I have an MVC project that I exclusively employ a custom "Unit Of Work" pattern that uses NHibernate on the back end, which I expose to my application as IUnitOfWork
and IUnitOfWorkFactory
interfaces; These interfaces are injected as my NHibernate implementations via Ninject.
I use my UOW in a modified "session per request" style... I explicitly generate my IUnitOfWork
from my injected IUnitOfWorkFactory
when I need to perform database operations; it seems much easier to keep the CRUD where it belongs (out of my views and controllers) and effectively prevents accidental N+1 coding issues. Of course, it's a little harder to implement, but to date, I've been pretty happy with it.
Now I want to implement a WebAPI presenting IQueryable<Entity>
-style REST calls, and my UOW pattern isn't digging it. The Queryables invariably blow up, attempting to invoke a disposed NHibernate session.
I've read some stuff online about how to implement a DelegatingHandler
to manage the session for a WebAPI call... but I see several problems:
ISession
to the web application, using a built-in NHibernate mechanism ( CurrentSessionContext.Bind(ISession)
); I'd much rather reference my IUnitOfWork
interface, and trust it to maintain the session it needs to. So my question is, how can I implement a IQueryable<Entity>
RESTful API using my own IUnitOfWork
interface going against loosely-coupled NHibernate back-end?
You would face the same problem with a straightforward session-per-request implementation. For example:
// GET api/companies
public IQueryable<Company> GetCompanies()
{
return _session.Query<Company>();
}
I usually wrap all database operations, including selects, in a transaction but because query execution is deferred I can't do it in this method. It is possible to do so by creating an ActionFilter and overriding OnActionExecuted but the difficulty is gaining a reference to the ISession or your IUnitOfWork implementation in the filter. There are examples of how to accomplish this using Ninject and other dependency injection frameworks on the web.
Personally I don't see the value of abstracting the ISession, especially in Web API where it would be very rare to have a resource that did not perform a database operation. Session-per-conversation is definitely not a good pattern for this; it generally refers to keeping a session open over multiple server round trips.
My preferred architecture is to use Ninject to manage ISessionFactory and ISession lifetime (singleton and per-request, respectively) and to inject the ISession into the Api controllers. But you could also inject it into a repository or unit of work implementation.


• _EXERCISE BRIEF_: For the word "SSTS", return each line of the data in which it occurs.

(Dataset rows for apps and sites)
=-=-=-=-=
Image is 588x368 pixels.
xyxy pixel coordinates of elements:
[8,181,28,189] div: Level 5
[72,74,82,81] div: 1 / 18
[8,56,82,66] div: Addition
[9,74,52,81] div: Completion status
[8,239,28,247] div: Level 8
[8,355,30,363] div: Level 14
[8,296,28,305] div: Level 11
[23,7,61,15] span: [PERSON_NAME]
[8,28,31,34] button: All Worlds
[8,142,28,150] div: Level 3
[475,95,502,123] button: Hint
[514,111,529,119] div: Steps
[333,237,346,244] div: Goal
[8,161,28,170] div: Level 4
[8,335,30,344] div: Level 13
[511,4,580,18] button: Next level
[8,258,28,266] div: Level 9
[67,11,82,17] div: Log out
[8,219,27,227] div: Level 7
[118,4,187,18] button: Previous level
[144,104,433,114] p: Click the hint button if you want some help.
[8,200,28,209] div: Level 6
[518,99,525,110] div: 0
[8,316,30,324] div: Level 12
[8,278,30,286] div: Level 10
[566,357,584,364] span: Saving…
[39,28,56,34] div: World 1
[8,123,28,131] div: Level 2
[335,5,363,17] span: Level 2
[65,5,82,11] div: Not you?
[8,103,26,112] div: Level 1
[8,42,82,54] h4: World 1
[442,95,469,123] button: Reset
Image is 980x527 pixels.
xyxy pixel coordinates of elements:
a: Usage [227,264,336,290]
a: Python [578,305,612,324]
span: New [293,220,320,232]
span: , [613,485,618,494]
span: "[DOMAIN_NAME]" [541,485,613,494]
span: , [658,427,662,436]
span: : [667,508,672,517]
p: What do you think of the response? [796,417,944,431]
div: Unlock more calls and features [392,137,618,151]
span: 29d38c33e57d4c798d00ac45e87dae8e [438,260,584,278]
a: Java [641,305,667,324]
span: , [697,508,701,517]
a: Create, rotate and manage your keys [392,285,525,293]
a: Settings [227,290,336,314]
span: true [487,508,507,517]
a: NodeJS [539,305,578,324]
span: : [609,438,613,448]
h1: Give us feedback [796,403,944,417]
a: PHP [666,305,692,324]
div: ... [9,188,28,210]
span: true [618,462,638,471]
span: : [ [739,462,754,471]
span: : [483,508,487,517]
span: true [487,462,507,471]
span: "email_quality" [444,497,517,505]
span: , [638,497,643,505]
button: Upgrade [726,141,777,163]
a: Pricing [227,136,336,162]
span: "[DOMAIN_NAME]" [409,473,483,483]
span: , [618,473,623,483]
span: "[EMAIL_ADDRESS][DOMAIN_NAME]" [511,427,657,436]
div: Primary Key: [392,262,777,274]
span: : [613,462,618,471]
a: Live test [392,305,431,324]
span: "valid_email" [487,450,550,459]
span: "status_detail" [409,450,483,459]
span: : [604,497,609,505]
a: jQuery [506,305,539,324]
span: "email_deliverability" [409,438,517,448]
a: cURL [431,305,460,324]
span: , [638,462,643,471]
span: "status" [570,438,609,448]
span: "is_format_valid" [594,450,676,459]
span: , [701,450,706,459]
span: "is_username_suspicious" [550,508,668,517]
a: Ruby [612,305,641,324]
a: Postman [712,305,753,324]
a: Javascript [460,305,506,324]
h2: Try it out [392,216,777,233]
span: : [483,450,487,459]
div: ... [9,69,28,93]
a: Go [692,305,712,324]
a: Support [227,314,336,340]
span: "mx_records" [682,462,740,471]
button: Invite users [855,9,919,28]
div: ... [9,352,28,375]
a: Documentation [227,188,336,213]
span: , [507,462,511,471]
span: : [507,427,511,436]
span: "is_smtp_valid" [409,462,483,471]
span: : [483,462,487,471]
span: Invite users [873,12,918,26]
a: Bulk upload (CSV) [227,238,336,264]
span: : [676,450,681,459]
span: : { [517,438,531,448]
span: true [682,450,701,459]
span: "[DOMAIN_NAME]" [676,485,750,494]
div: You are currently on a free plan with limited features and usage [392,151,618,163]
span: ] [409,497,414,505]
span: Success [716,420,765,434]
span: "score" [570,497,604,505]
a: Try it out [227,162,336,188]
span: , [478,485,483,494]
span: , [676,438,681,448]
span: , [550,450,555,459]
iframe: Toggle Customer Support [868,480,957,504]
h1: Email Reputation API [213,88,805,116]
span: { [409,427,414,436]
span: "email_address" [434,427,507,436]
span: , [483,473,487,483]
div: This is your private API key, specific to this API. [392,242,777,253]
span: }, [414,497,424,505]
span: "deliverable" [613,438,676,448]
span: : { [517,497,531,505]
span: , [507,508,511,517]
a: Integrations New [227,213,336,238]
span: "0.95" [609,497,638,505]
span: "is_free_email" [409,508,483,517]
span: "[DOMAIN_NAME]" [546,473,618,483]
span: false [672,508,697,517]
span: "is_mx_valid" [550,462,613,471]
=-=-=-=-=
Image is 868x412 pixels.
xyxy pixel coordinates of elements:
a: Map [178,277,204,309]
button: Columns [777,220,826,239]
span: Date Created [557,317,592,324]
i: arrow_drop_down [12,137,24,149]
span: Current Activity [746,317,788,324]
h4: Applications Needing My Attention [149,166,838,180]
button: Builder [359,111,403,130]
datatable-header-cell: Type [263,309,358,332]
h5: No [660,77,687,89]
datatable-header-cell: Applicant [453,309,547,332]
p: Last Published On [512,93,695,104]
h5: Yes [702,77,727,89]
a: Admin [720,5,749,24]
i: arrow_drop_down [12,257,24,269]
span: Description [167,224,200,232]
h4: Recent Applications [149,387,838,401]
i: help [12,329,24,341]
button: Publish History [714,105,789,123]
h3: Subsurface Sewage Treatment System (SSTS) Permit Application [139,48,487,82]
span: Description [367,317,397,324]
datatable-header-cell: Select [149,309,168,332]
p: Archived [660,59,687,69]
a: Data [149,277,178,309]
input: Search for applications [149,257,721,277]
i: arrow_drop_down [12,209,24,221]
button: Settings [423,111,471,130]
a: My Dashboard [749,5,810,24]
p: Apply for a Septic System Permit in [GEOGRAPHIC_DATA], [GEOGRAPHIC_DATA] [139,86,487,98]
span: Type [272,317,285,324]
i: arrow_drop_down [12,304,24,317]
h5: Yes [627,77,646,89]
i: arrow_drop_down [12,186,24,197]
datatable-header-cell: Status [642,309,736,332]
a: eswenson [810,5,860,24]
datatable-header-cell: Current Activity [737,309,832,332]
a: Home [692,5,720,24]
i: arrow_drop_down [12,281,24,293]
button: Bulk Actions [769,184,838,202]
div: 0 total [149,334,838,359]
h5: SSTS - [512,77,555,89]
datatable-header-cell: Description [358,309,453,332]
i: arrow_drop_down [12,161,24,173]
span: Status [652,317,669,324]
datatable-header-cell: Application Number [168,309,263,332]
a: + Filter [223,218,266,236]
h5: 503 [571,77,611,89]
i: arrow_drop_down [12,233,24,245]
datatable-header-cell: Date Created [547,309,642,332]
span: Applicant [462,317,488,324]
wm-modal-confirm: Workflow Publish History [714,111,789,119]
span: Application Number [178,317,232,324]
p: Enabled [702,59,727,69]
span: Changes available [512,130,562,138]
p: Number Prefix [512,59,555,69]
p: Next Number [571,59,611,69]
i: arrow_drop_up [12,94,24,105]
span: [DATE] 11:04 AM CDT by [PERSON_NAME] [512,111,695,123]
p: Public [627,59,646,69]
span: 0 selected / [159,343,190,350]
=-=-=-=-=
• _EXERCISE SOLUTION_:
h3: Subsurface Sewage Treatment System (SSTS) Permit Application [139,48,487,82]
h5: SSTS - [512,77,555,89]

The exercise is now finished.